💄 BAD ROMANCE MEDIA

CHAPTER 5

Mom, I'm Fine

妈,我挺好的

Catch up in Comique

Sunday, ten a.m. — one a.m. Hangzhou time — my mom's video call arrived on schedule. My mother's body clock contains no concept of time zones. It contains only one concept: my daughter should be free right now.

"Have you eaten?" Her opener, always.

"I ate." I tilted the camera up a little, out of frame of the cold coffee and half a bagel on the table.

On the other end, my mother raised an eyebrow. From ten thousand kilometers away she can scan my breakfast and fail it. "Bread again. Is there any real food in your fridge? I'm telling you, your stomach is yours for life—"

"Mom. I'm fine."

"And work?"

"Also fine."

"Is your company doing layoffs?" she said abruptly. "Auntie Li's son — the one from your school — got cut last month. H-1B. Sixty days. Fleeing like a refugee."

Something in my chest dipped. Our org was whispering about a reorg, but I wasn't about to hand her that material. "My team's okay."

"Okay meaning what?" She sat up straight. "A-Dai, you are on OPT. You need to keep that in your head. This is not the time to move. Don't change jobs, don't take long vacations, don't give anyone an excuse. Wait until the lottery hits, wait until your green card is in line — then do whatever you want. For now: stability above all. 稳字当头."

Stability above all. My mother has been deploying those four characters since my college entrance exams. They have a patina now.
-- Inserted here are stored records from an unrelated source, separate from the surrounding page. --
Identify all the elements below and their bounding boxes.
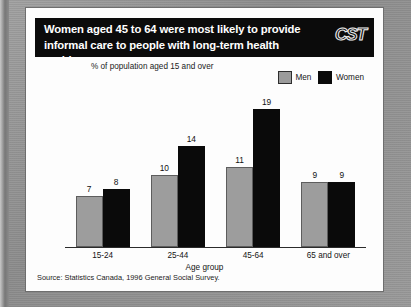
legend-label-women: Women: [336, 73, 364, 82]
bar-group: 11 19 45-64: [216, 102, 291, 247]
legend-item-women: Women: [318, 71, 364, 84]
source-note: Source: Statistics Canada, 1996 General …: [37, 273, 220, 282]
bar-group: 10 14 25-44: [140, 102, 215, 247]
page-title: Women aged 45 to 64 were most likely to …: [44, 22, 306, 57]
bar-value-label: 11: [226, 155, 253, 165]
legend-swatch-men: [278, 71, 292, 84]
bar-value-label: 10: [151, 163, 178, 173]
bar-group: 9 9 65 and over: [291, 102, 366, 247]
legend-item-men: Men: [278, 71, 311, 84]
legend-swatch-women: [318, 71, 332, 84]
bar-women: 8: [103, 189, 130, 247]
bar-groups: 7 8 15-24 10: [65, 102, 366, 247]
bar-wrap-women: 8: [103, 102, 130, 247]
bar-men: 9: [301, 182, 328, 247]
bar-chart: % of population aged 15 and over Men Wom…: [35, 60, 374, 265]
y-axis-label: % of population aged 15 and over: [91, 62, 213, 71]
x-tick-label: 65 and over: [279, 251, 378, 260]
title-banner: Women aged 45 to 64 were most likely to …: [35, 18, 374, 57]
bar-women: 9: [328, 182, 355, 247]
legend-label-men: Men: [296, 73, 312, 82]
x-axis-line: [65, 247, 366, 248]
bar-wrap-men: 9: [301, 102, 328, 247]
chart-card: Women aged 45 to 64 were most likely to …: [26, 8, 383, 291]
bar-women: 19: [253, 109, 280, 247]
bar-value-label: 7: [76, 184, 103, 194]
bar-value-label: 19: [253, 97, 280, 107]
bar-wrap-women: 19: [253, 102, 280, 247]
bar-men: 11: [226, 167, 253, 247]
x-axis-title: Age group: [35, 263, 374, 272]
bar-wrap-women: 14: [178, 102, 205, 247]
bar-wrap-women: 9: [328, 102, 355, 247]
chart-legend: Men Women: [278, 71, 364, 84]
bar-men: 7: [76, 196, 103, 247]
bar-group: 7 8 15-24: [65, 102, 140, 247]
bar-wrap-men: 11: [226, 102, 253, 247]
bar-wrap-men: 7: [76, 102, 103, 247]
bar-value-label: 8: [103, 177, 130, 187]
bar-men: 10: [151, 175, 178, 248]
bar-wrap-men: 10: [151, 102, 178, 247]
bar-women: 14: [178, 146, 205, 248]
bar-value-label: 9: [328, 170, 355, 180]
plot-area: 7 8 15-24 10: [65, 102, 366, 248]
cst-logo: CST: [335, 25, 366, 45]
bar-value-label: 14: [178, 134, 205, 144]
bar-value-label: 9: [301, 170, 328, 180]
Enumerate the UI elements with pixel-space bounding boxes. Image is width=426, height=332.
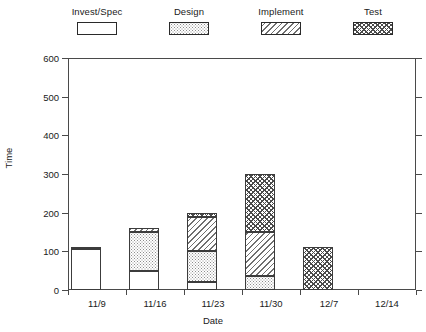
legend-swatch-icon <box>77 22 117 35</box>
bar-segment-test <box>303 247 333 290</box>
y-axis-tick <box>62 58 68 59</box>
y-axis-tick <box>62 135 68 136</box>
x-axis-tick-label: 12/7 <box>320 298 339 309</box>
y-axis-tick <box>62 97 68 98</box>
chart-legend: Invest/SpecDesignImplementTest <box>55 6 415 48</box>
bar-segment-design <box>187 251 217 282</box>
y-axis-tick-label: 500 <box>43 91 59 102</box>
x-axis-tick-label: 11/23 <box>201 298 224 309</box>
legend-label: Invest/Spec <box>72 6 123 18</box>
x-axis-tick <box>126 290 127 295</box>
x-axis-tick <box>300 290 301 295</box>
legend-entry: Test <box>331 6 415 35</box>
bar-11-9 <box>71 247 101 290</box>
y-axis-tick-label: 400 <box>43 130 59 141</box>
legend-entry: Implement <box>239 6 323 35</box>
bar-segment-implement <box>187 217 217 252</box>
x-axis-tick <box>68 290 69 295</box>
legend-label: Implement <box>258 6 303 18</box>
x-axis-title: Date <box>0 315 426 326</box>
y-axis-tick-label: 600 <box>43 53 59 64</box>
bar-segment-design <box>245 276 275 290</box>
y-axis-title: Time <box>3 148 14 169</box>
stacked-bar-chart: Invest/SpecDesignImplementTest 010020030… <box>0 0 426 332</box>
bar-segment-invest-spec <box>129 271 159 290</box>
x-axis-tick-label: 11/16 <box>143 298 166 309</box>
x-axis-tick <box>416 290 417 295</box>
bar-segment-test <box>187 213 217 217</box>
bar-11-23 <box>187 213 217 290</box>
x-axis-tick-label: 11/30 <box>259 298 282 309</box>
legend-label: Test <box>364 6 382 18</box>
y-axis-tick-right <box>416 213 422 214</box>
bar-11-16 <box>129 228 159 290</box>
x-axis-tick <box>358 290 359 295</box>
bar-segment-implement <box>245 232 275 276</box>
y-axis-tick-right <box>416 135 422 136</box>
x-axis-tick-label: 12/14 <box>375 298 399 309</box>
legend-swatch-icon <box>169 22 209 35</box>
bar-11-30 <box>245 174 275 290</box>
bar-segment-design <box>129 232 159 271</box>
legend-swatch-icon <box>353 22 393 35</box>
bar-segment-invest-spec <box>71 249 101 290</box>
bar-segment-invest-spec <box>187 282 217 290</box>
y-axis-tick <box>62 251 68 252</box>
legend-entry: Invest/Spec <box>55 6 139 35</box>
y-axis-tick-right <box>416 58 422 59</box>
legend-swatch-icon <box>261 22 301 35</box>
y-axis-tick-label: 100 <box>43 246 59 257</box>
bar-segment-design <box>71 247 101 250</box>
y-axis-tick <box>62 174 68 175</box>
x-axis-tick <box>184 290 185 295</box>
y-axis-tick <box>62 213 68 214</box>
x-axis-tick-label: 11/9 <box>88 298 106 309</box>
y-axis-tick-label: 0 <box>54 285 59 296</box>
legend-entry: Design <box>147 6 231 35</box>
legend-label: Design <box>174 6 204 18</box>
y-axis-tick-right <box>416 174 422 175</box>
bar-segment-implement <box>129 228 159 232</box>
y-axis-tick-label: 200 <box>43 207 59 218</box>
plot-area: 010020030040050060011/911/1611/2311/3012… <box>68 58 416 290</box>
y-axis-tick-right <box>416 97 422 98</box>
y-axis-tick-right <box>416 251 422 252</box>
bar-segment-test <box>245 174 275 232</box>
x-axis-tick <box>242 290 243 295</box>
y-axis-tick-label: 300 <box>43 169 59 180</box>
bar-12-7 <box>303 247 333 290</box>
The frame wobbled and half of my dad's face appeared in the corner, holding his clay teacup. "A-Dai." He nodded — that counted as his greeting — and went off to the balcony to water his orchids. My father's speaking quota is roughly my name, once a month, plus "take care of your health" at New Year's.

"Oh — we visited your grandfather for the holiday," my mom remembered. "He asked about you."

"Is he well?"

"Perfectly well, just getting stranger and stranger." She lowered her voice, as if Grandpa could hear. "Grabbed my hand asking whether you sleep well. Whether you dream. What kind of question is that? Eighty-something years old, spends all day studying other people's dreams."

I held the phone and said nothing. Outside, a neighbor was mowing; the mower droned on.

"He also said," my mom's voice went lower still, "to tell you to come home for a visit."

"After I finish this project," I said. I have been saying this sentence for seven months. It's basically an auto-reply.

Right before hanging up, my mom suddenly said: "A-Dai. Mom isn't trying to control you. Mom just—" She stopped, and I thought something real was coming, but what came out was: "You looked too thin in the last photos. I mailed you a ham. And the quilt from when you were little — I had the cotton re-fluffed."

The call ended. I sat in the Sunday morning sun looking at my own reflection in the black screen, briefly unable to speak.

My mother's love works like this: everything spoken is a knife; everything mailed is cotton 🥲

She wants me to put stability above all.

She doesn't know: this boat's anchor has already started to drag.